Las Vegas nurse makes ‘miraculous recovery’ from COVID-19
Updated April 14, 2020 - 9:12 pm
Southern Hills Hospital and Medical Center held a surprise party Tuesday for a nurse who survived COVID-19.
Bessy Angue, a nurse at MountainView Hospital, contracted the virus in March while she was treating patients. She received treatment in Southern Hills’ intensive care unit and was on a ventilator for two-and-a-half weeks.
The hospital said that Angue’s eyes weren’t tracking last week, but she made “a miraculous recovery” and was released Tuesday to the surprise celebration.
Angue was greeted at the entrance by hospital administrators, her family, colleagues and members of the care team that treated her. She smiled when presented with flowers and brought past a line of supporters with balloons and pompoms.
“Oh, my goodness. I just said, ‘Wow, is this for me?’ ” Angue said of the moment she saw people gathered to support her. “I’m just very appreciative of everyone.”
Angue said that despite working with sick patients during the pandemic, she never thought she would contract the virus. Her son, Roger Palmiano, said he was shocked to see how sick she got because she took all the necessary precautions recommended for nurses.
“They were like, ‘You’ve got to be like suited up and have your gloves on all the time,’ so that whole time she was suited up,” Palmiano said. “For her to get it, it was just like, how could she have gotten it when she was already protected.”

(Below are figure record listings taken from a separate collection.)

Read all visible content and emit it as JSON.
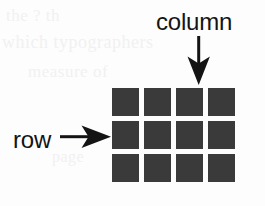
{
  "figure": {
    "type": "grid-annotation-diagram",
    "background_color": "#fdfdfd",
    "ink_color": "#141414",
    "cell_color": "#3a3a3a",
    "grid": {
      "columns": 4,
      "rows": 3,
      "cells": [
        [
          "cell-r1c1",
          "cell-r1c2",
          "cell-r1c3",
          "cell-r1c4"
        ],
        [
          "cell-r2c1",
          "cell-r2c2",
          "cell-r2c3",
          "cell-r2c4"
        ],
        [
          "cell-r3c1",
          "cell-r3c2",
          "cell-r3c3",
          "cell-r3c4"
        ]
      ]
    },
    "annotations": {
      "column": {
        "label": "column",
        "arrow_icon": "arrow-down-icon",
        "arrow_direction": "down",
        "points_at": "column-3"
      },
      "row": {
        "label": "row",
        "arrow_icon": "arrow-right-icon",
        "arrow_direction": "right",
        "points_at": "row-2"
      }
    },
    "ghost_text": {
      "line_1": "the  ?  th",
      "line_2": "which typographers",
      "line_3": "measure of",
      "line_4": "page"
    }
  }
}
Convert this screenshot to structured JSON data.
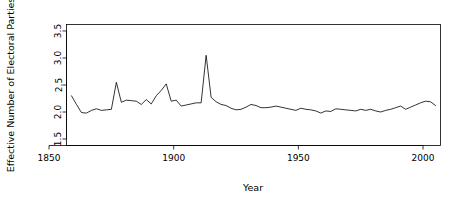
{
  "figure": {
    "width": 459,
    "height": 205,
    "background": "#ffffff",
    "foreground": "#000000",
    "line_color": "#000000"
  },
  "chart_data": {
    "type": "line",
    "title": "",
    "xlabel": "Year",
    "ylabel": "Effective Number of Electoral Parties",
    "xlim": [
      1857,
      2007
    ],
    "ylim": [
      1.38,
      3.62
    ],
    "xticks": [
      1850,
      1900,
      1950,
      2000
    ],
    "xtick_labels": [
      "1850",
      "1900",
      "1950",
      "2000"
    ],
    "yticks": [
      1.5,
      2.0,
      2.5,
      3.0,
      3.5
    ],
    "ytick_labels": [
      "1.5",
      "2.0",
      "2.5",
      "3.0",
      "3.5"
    ],
    "grid": false,
    "legend": null,
    "series": [
      {
        "name": "Effective Number of Electoral Parties",
        "color": "#000000",
        "x": [
          1859,
          1861,
          1863,
          1865,
          1867,
          1869,
          1871,
          1873,
          1875,
          1877,
          1879,
          1881,
          1883,
          1885,
          1887,
          1889,
          1891,
          1893,
          1895,
          1897,
          1899,
          1901,
          1903,
          1905,
          1907,
          1909,
          1911,
          1913,
          1915,
          1917,
          1919,
          1921,
          1923,
          1925,
          1927,
          1929,
          1931,
          1933,
          1935,
          1937,
          1939,
          1941,
          1943,
          1945,
          1947,
          1949,
          1951,
          1953,
          1955,
          1957,
          1959,
          1961,
          1963,
          1965,
          1967,
          1969,
          1971,
          1973,
          1975,
          1977,
          1979,
          1981,
          1983,
          1985,
          1987,
          1989,
          1991,
          1993,
          1995,
          1997,
          1999,
          2001,
          2003,
          2005
        ],
        "y": [
          2.3,
          2.14,
          1.99,
          1.98,
          2.03,
          2.06,
          2.03,
          2.04,
          2.05,
          2.55,
          2.18,
          2.22,
          2.21,
          2.2,
          2.14,
          2.23,
          2.15,
          2.3,
          2.4,
          2.52,
          2.2,
          2.22,
          2.11,
          2.13,
          2.15,
          2.17,
          2.17,
          3.05,
          2.27,
          2.19,
          2.14,
          2.12,
          2.07,
          2.04,
          2.05,
          2.09,
          2.14,
          2.12,
          2.08,
          2.08,
          2.09,
          2.11,
          2.09,
          2.07,
          2.05,
          2.03,
          2.07,
          2.05,
          2.04,
          2.02,
          1.98,
          2.02,
          2.01,
          2.06,
          2.05,
          2.04,
          2.03,
          2.02,
          2.05,
          2.03,
          2.05,
          2.02,
          2.0,
          2.03,
          2.05,
          2.08,
          2.11,
          2.05,
          2.09,
          2.13,
          2.17,
          2.2,
          2.19,
          2.12
        ]
      }
    ]
  }
}
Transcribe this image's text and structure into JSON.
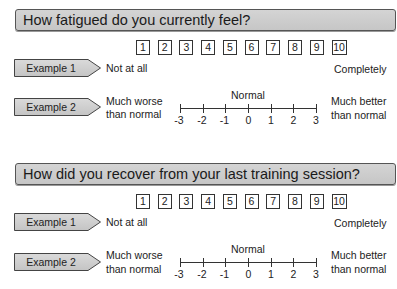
{
  "questions": [
    {
      "title": "How fatigued do you currently feel?",
      "example1": {
        "label": "Example 1",
        "scale": [
          "1",
          "2",
          "3",
          "4",
          "5",
          "6",
          "7",
          "8",
          "9",
          "10"
        ],
        "low_anchor": "Not at all",
        "high_anchor": "Completely"
      },
      "example2": {
        "label": "Example 2",
        "low_anchor_line1": "Much worse",
        "low_anchor_line2": "than normal",
        "mid_label": "Normal",
        "ticks": [
          "-3",
          "-2",
          "-1",
          "0",
          "1",
          "2",
          "3"
        ],
        "high_anchor_line1": "Much better",
        "high_anchor_line2": "than normal"
      }
    },
    {
      "title": "How did you recover from your last training session?",
      "example1": {
        "label": "Example 1",
        "scale": [
          "1",
          "2",
          "3",
          "4",
          "5",
          "6",
          "7",
          "8",
          "9",
          "10"
        ],
        "low_anchor": "Not at all",
        "high_anchor": "Completely"
      },
      "example2": {
        "label": "Example 2",
        "low_anchor_line1": "Much worse",
        "low_anchor_line2": "than normal",
        "mid_label": "Normal",
        "ticks": [
          "-3",
          "-2",
          "-1",
          "0",
          "1",
          "2",
          "3"
        ],
        "high_anchor_line1": "Much better",
        "high_anchor_line2": "than normal"
      }
    }
  ],
  "colors": {
    "title_fill": "#cccccc",
    "tag_fill": "#d0d0d0",
    "border": "#444444"
  }
}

Angue’s fiance, Cedric Monsanto, said she started experiencing flu-like symptoms on March 17, and her health rapidly deteriorated before she was tested for COVID-19 on March 23. By March 25, he said, her shortness of breath was worsening and the family took her to the emergency room.
“When I first dropped her off here, I think her body finally gave out on her. Maybe because she was in the hospital she realized it was time to stop fighting,” Monsanto said. “She was kind of passed out while standing up, kind of leaned on me, and they took her in and that was the last time I saw her outside the hospital before today.”
For a while, he said, they weren’t sure she was going to make it, but “she did a complete 180 after they took out her breathing tube” on April 7.
He said he was the first person to see her when she woke up, the day after the tube was removed.
“They did the test of, ‘Do you know who you are? Do you know who this is?’ And she knew it was me,” Monsanto said. “The very next day, Roger FaceTimed her with the whole family, and it seems like since that day she just punched through that wall and had an amazingly fierce recovery.”
‘Live life all over again’
Monsanto said he hopes people take the pandemic seriously, even if they don’t think they are at risk of contracting the virus.
“Going through what we went through these last three weeks, you can’t wish that on anybody,” he said. “And if you can prevent spreading that to one person, I believe that’s a worthwhile gesture; it’s an obligation.”
On her plans for going home, Angue said she wants to sleep for a few days and “start to live life all over again, start to rebuild (her) body all over again.”
Monsanto said Angue didn’t celebrate her birthday on March 21, so once she’s feeling better, the family will likely host a FaceTime party to celebrate her birthday and her health.
Angue’s smile never left as she saw the celebration for her outside the hospital Tuesday.
“Just to open my eyes and find out that I’m still alive was fantastic,” Angue said. “I’m just so grateful to everyone here.”